We use school-level data from the Mackinac Center’s Michigan Public School Context and Performance database to assess school-level student achievement.[12] This dataset contains “context and performance” scores for each school based on an analysis of average standardized test scores adjusted according to the average poverty level for students enrolled in the school. Specifically, this CAP analysis adjusts state standardized test scores based on the rate of students taking the tests that qualify for the federal free lunch program, determined by their household income. Research consistently shows a statistically significant negative correlation between free lunch rates and raw achievement scores on standardized tests.
The CAP analysis uses linear regression in order to predict how each school should perform on standardized assessments given their students’ socioeconomic backgrounds[*] By comparing a school’s actual achievement to its expected achievement based on student poverty rates, CAP scores present a more accurate comparison of school-level impacts on academic outcomes.[†] The CAP score is standardized to have a mean of 100 points and a standard deviation of 15 points; a score above 100 means that the school performed better than expected based on their poverty rate and a score below 100 means just the opposite — the school performed worse than expected given their poverty rate.[‡]
CAP scores are based on academic performance data that is comprised of average standardized tests scores from multiple consecutive years. These include, for the schools serving high school students, scale scores from the Michigan Merit Examination from 2010 to 2015.[§] For schools serving elementary and middle school students, CAP scores are derived from multiple consecutive annual average scale scores from the Michigan Educational Assessment Program tests from 2012 to 2014.[**]
We calculated two overall CAP score averages at the city level: one for public charter schools and one for TPS. We only had sufficient data to calculate these average CAP scores in 71 different Michigan cities.[††]
[*] The different assessments that form the basis of CAP scores, based on the operative school year and grades tested, are the Michigan Merit Examination, the Michigan Educational Assessment Program and the Michigan Student Test of Educational Progress.
[†] Since our analysis does not represent a true experiment, selection-bias is not completely controlled for. CAP scores are created by running a regression based on the rate of students eligible for free lunches due to low family income. However, to provide a needed robustness check, we do control for many factors typically associated with student success in this current analysis, including the following observable effects in the data: gender, English language learners, special education, income disadvantage and minority status.
[‡] For fuller explanations of data and methods used to calculate CAP scores, see Audrey Spalding and Ben DeGrow, “The Michigan Context and Performance Report Card: Public Elementary and Middle Schools, 2015” (Mackinac Center for Public Policy, 2016), 2–4, https://perma.cc/ Y3MB-NCDT; Ben DeGrow and Ronald Klingler, “The Michigan Context and Performance Report Card: High Schools, 2016” (2017): 1–3, .
[§] Technically, we used CAP scores from two different reports, one that included MME scores from 2010 to 2013 and one report that was based on MME scores from 2012 to 2015. If a high school did not have a score from the report covering 2012 to 2015, we used the CAP score for the report covering 2010 to 2013.
[**] In 2015, the state of Michigan changed its assessment program to the M-STEP, replacing the MEAP and MME. Among other things, the M-STEP replaced separate reading and writing subject tests with a combined English language arts score. Accounting for that combination, a regression analysis found that a school’s 2014 MME subject test score was a reliable predictor of its performance on the 2015 M-STEP subject test, so there’s little reason to believe that recent or future M-STEP results will dramatically change a school’s CAP scores. See Ben DeGrow and Ronald Klingler, “The Michigan Context and Performance Report Card: High Schools, 2016” (2017): 33, https://perma.cc/FS3Q-ZHQU.
[††] In 21 of the cities studied, no charter schools had qualified academic achievement data. This occurred for a variety of reasons. Most of the omitted schools either had not been open long enough to report enough years of standardized test scores or they are designated as alternative education programs.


§ **What is needed**: Select from the data all lines with the word "central".
◇ ◇ ◇
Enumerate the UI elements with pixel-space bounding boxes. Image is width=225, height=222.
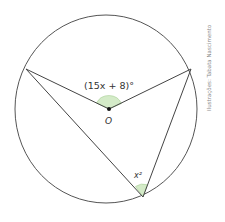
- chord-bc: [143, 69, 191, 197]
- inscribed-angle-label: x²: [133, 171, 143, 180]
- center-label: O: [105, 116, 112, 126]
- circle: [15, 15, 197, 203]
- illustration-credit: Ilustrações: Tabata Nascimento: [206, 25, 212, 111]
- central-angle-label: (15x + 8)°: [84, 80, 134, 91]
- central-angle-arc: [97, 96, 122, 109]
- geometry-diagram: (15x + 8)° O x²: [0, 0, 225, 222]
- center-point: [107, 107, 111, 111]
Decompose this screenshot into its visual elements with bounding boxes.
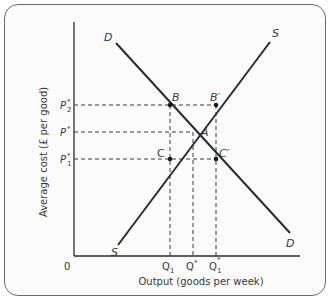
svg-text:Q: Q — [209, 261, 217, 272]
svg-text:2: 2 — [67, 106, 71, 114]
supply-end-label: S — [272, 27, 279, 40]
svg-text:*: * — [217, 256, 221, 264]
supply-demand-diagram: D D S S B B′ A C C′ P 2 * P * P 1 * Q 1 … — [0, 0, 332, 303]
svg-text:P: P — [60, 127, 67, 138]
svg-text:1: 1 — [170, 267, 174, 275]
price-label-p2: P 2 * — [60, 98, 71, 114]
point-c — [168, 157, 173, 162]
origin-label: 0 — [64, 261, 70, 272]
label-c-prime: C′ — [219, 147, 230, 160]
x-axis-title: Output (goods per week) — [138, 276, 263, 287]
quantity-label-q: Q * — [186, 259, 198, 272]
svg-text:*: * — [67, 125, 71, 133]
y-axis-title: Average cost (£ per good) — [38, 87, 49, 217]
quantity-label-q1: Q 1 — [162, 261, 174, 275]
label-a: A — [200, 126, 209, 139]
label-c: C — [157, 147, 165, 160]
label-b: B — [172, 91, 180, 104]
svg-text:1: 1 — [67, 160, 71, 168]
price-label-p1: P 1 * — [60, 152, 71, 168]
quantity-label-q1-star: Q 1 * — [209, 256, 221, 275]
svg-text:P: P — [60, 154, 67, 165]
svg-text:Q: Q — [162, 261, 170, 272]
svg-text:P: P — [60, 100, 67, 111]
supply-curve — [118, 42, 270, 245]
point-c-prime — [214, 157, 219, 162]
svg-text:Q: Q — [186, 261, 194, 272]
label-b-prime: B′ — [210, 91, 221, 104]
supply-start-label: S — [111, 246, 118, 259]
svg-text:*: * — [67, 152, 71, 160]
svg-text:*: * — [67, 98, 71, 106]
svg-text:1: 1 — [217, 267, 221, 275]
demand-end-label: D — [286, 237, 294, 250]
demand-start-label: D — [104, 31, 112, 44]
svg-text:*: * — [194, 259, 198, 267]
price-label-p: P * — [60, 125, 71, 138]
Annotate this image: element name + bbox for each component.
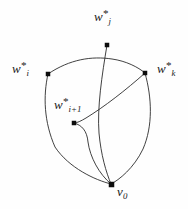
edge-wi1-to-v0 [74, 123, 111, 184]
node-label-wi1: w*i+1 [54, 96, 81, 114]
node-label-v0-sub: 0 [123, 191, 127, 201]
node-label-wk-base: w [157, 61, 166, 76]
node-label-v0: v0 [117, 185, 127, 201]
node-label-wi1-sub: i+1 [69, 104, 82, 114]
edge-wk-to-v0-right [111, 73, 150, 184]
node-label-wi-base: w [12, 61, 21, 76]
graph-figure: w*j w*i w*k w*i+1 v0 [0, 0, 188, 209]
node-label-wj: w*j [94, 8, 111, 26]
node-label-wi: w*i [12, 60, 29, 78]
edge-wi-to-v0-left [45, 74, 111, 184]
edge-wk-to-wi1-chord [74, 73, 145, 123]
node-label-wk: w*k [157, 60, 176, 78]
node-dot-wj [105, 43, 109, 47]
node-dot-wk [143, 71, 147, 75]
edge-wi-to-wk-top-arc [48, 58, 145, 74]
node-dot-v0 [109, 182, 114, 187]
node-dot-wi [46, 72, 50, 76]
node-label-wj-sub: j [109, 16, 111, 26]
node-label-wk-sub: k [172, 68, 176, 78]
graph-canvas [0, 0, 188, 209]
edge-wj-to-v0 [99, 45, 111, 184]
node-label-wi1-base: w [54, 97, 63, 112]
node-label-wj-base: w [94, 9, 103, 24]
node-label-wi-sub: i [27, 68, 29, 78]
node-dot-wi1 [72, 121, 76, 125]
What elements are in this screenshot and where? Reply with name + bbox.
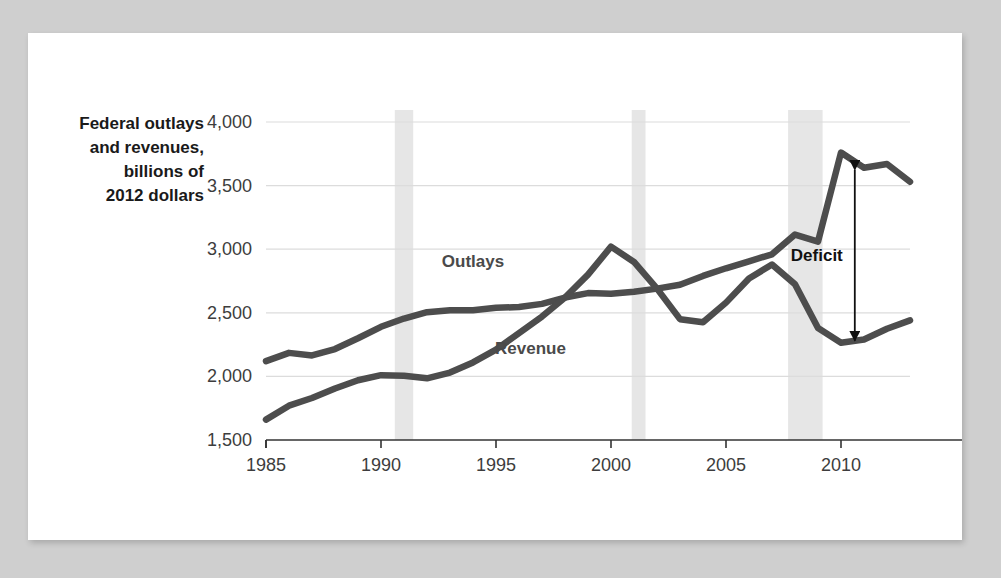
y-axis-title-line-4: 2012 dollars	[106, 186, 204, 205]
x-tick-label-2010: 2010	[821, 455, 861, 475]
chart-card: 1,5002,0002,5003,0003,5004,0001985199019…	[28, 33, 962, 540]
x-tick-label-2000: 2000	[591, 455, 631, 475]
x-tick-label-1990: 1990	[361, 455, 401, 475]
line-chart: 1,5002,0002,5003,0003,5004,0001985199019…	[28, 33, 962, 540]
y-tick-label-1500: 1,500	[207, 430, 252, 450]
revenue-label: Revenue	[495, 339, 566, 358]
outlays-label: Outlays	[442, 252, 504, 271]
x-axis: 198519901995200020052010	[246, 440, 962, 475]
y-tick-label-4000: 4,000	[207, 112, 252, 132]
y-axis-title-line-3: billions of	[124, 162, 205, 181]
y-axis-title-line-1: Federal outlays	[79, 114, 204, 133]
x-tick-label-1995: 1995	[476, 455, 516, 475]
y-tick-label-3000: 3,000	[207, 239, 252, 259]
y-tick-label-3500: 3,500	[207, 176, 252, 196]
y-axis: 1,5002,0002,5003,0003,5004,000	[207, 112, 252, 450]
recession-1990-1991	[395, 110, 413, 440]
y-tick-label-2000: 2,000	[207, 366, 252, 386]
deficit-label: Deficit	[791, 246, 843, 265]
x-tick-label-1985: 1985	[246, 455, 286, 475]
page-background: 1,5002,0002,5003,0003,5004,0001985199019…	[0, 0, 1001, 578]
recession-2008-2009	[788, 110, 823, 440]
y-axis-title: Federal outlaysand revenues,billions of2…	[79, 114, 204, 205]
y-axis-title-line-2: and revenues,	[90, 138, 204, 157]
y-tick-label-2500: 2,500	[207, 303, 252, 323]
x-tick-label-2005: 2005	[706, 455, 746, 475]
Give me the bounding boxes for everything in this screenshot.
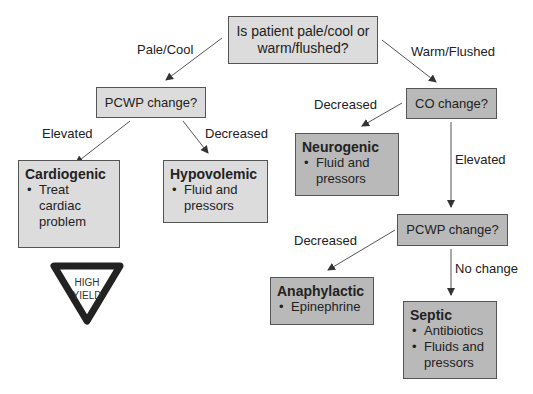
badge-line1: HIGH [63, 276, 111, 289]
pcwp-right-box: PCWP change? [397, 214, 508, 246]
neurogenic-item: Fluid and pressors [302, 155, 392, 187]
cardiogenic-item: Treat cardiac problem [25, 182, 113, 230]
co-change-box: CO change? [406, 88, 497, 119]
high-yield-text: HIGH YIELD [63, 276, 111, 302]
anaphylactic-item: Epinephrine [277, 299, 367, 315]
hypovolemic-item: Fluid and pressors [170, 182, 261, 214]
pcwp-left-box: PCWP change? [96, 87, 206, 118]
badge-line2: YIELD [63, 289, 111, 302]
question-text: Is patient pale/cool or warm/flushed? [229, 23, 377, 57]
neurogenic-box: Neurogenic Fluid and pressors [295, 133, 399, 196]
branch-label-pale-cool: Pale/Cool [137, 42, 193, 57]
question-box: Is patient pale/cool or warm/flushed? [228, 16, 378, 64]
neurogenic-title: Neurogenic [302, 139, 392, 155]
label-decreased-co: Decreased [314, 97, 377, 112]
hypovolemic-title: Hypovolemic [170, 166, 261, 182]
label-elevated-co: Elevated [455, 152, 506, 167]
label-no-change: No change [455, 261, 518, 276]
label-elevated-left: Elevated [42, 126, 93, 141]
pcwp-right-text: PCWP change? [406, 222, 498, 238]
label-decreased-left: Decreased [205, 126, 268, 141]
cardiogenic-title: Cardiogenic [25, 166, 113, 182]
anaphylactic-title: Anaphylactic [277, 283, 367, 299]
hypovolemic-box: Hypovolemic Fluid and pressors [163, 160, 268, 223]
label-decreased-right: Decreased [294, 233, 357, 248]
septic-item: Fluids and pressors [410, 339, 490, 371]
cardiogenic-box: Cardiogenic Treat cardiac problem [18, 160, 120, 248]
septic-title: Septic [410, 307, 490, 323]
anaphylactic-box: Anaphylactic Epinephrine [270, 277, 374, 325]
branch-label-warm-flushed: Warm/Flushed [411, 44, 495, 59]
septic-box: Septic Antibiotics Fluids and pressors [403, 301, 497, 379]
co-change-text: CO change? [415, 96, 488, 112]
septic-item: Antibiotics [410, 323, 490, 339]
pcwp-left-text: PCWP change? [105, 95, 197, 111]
◇ ◇ ◇
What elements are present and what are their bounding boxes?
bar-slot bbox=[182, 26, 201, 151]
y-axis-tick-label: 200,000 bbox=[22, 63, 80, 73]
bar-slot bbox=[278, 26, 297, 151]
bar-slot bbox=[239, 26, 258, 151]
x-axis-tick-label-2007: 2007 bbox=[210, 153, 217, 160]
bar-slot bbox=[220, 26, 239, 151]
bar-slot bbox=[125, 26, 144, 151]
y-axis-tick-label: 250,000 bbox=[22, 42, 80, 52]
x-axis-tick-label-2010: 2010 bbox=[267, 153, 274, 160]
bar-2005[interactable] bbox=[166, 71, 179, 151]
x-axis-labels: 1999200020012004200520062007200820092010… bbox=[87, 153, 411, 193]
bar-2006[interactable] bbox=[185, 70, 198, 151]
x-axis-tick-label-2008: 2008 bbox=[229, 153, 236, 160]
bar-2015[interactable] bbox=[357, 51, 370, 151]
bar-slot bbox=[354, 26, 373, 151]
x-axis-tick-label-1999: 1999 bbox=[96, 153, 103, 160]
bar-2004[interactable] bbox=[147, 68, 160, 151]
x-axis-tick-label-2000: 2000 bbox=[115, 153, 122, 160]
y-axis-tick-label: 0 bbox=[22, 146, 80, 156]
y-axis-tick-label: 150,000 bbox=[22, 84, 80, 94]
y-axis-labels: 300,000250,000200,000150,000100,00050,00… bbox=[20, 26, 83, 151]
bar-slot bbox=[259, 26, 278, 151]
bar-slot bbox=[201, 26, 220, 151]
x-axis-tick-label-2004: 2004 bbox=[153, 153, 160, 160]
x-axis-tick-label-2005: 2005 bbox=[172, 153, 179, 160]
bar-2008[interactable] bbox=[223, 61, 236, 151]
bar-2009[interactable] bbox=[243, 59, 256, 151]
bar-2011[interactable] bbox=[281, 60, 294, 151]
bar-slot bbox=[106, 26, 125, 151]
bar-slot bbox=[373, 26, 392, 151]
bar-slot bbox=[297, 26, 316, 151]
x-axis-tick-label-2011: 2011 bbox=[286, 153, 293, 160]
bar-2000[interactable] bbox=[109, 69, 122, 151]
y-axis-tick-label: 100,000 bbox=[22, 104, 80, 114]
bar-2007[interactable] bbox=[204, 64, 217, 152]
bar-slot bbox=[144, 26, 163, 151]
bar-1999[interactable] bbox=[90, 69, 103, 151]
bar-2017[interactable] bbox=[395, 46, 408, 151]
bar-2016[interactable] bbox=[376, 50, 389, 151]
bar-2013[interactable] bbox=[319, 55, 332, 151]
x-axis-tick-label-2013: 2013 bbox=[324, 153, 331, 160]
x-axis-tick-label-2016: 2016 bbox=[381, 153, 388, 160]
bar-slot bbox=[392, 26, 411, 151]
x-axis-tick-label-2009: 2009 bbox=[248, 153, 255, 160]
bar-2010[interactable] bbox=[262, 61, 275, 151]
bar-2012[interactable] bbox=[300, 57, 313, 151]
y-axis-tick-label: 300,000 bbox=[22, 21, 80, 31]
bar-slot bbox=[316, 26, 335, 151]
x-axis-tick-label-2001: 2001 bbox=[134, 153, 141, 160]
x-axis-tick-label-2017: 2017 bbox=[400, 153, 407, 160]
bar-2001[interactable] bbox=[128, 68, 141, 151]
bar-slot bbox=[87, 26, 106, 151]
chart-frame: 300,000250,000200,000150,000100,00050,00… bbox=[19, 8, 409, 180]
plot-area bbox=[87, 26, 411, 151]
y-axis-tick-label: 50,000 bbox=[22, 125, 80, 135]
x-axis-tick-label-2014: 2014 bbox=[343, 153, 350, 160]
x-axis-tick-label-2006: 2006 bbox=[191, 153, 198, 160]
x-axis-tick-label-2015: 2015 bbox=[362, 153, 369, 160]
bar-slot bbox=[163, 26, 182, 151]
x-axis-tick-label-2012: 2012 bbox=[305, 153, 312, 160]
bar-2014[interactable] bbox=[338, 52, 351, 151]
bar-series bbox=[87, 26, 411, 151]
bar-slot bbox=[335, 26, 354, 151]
◇ ◇ ◇
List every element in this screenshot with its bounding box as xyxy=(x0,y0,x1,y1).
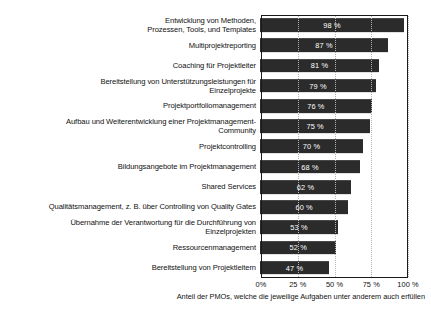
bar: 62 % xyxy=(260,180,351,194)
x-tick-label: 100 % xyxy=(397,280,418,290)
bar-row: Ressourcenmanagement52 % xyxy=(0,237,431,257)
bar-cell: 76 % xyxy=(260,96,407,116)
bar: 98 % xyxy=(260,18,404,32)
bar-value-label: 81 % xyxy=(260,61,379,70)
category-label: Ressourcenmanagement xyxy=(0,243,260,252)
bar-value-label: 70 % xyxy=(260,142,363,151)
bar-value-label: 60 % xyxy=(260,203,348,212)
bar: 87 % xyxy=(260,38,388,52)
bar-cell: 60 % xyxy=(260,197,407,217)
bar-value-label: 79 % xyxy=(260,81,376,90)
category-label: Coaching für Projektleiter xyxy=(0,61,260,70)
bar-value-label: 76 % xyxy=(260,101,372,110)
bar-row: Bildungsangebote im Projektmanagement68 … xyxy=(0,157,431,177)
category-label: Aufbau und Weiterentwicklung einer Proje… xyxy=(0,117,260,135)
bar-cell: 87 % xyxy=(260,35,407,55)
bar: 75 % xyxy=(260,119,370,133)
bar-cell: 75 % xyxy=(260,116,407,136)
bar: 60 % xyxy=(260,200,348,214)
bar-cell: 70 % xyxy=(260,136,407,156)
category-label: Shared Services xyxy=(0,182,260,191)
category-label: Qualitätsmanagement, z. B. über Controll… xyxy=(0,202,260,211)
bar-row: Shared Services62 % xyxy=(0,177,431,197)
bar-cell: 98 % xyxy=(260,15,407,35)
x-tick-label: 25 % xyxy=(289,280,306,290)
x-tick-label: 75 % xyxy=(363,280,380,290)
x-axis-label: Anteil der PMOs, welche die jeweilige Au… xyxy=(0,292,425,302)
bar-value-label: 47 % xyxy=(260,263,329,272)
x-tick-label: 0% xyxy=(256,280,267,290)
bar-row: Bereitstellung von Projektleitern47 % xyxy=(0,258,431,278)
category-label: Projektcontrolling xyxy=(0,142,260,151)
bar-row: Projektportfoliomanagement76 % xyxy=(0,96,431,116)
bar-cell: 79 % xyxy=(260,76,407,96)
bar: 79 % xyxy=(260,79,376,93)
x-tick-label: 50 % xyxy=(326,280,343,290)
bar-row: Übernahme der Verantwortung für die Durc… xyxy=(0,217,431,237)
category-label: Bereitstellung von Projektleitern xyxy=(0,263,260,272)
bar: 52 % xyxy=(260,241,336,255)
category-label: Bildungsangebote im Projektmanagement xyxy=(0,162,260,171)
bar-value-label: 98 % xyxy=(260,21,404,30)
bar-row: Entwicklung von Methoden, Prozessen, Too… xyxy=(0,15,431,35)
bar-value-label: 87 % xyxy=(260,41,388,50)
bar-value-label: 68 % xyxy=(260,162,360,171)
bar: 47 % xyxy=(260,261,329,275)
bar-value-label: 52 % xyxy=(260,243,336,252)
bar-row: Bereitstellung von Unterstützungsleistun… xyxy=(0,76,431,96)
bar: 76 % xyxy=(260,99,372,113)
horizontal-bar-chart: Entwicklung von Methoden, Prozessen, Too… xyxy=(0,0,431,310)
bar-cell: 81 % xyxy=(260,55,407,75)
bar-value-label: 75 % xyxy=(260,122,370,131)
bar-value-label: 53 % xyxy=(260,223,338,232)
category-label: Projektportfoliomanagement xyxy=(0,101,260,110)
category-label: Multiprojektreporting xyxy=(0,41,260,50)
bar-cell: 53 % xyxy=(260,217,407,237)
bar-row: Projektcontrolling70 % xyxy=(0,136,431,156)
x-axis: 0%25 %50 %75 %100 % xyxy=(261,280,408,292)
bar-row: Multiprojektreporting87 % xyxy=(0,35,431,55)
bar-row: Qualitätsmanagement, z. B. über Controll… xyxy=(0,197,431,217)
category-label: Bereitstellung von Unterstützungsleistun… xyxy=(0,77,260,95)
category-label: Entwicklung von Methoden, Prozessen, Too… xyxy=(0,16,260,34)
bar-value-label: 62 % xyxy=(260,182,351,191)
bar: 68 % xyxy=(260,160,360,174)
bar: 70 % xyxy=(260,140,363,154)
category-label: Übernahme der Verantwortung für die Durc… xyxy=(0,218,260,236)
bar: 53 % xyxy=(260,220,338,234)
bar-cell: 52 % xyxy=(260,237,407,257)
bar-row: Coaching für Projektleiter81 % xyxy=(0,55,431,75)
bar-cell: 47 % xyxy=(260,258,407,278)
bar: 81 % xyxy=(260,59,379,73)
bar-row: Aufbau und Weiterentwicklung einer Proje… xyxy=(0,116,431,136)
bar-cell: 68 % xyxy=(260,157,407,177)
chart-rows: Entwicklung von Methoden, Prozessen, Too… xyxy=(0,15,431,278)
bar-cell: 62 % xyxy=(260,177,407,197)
◇ ◇ ◇
§ **Task response**:
- central-angle-label: (15x + 8)°: [84, 80, 134, 91]
- central-angle-arc: [97, 96, 122, 109]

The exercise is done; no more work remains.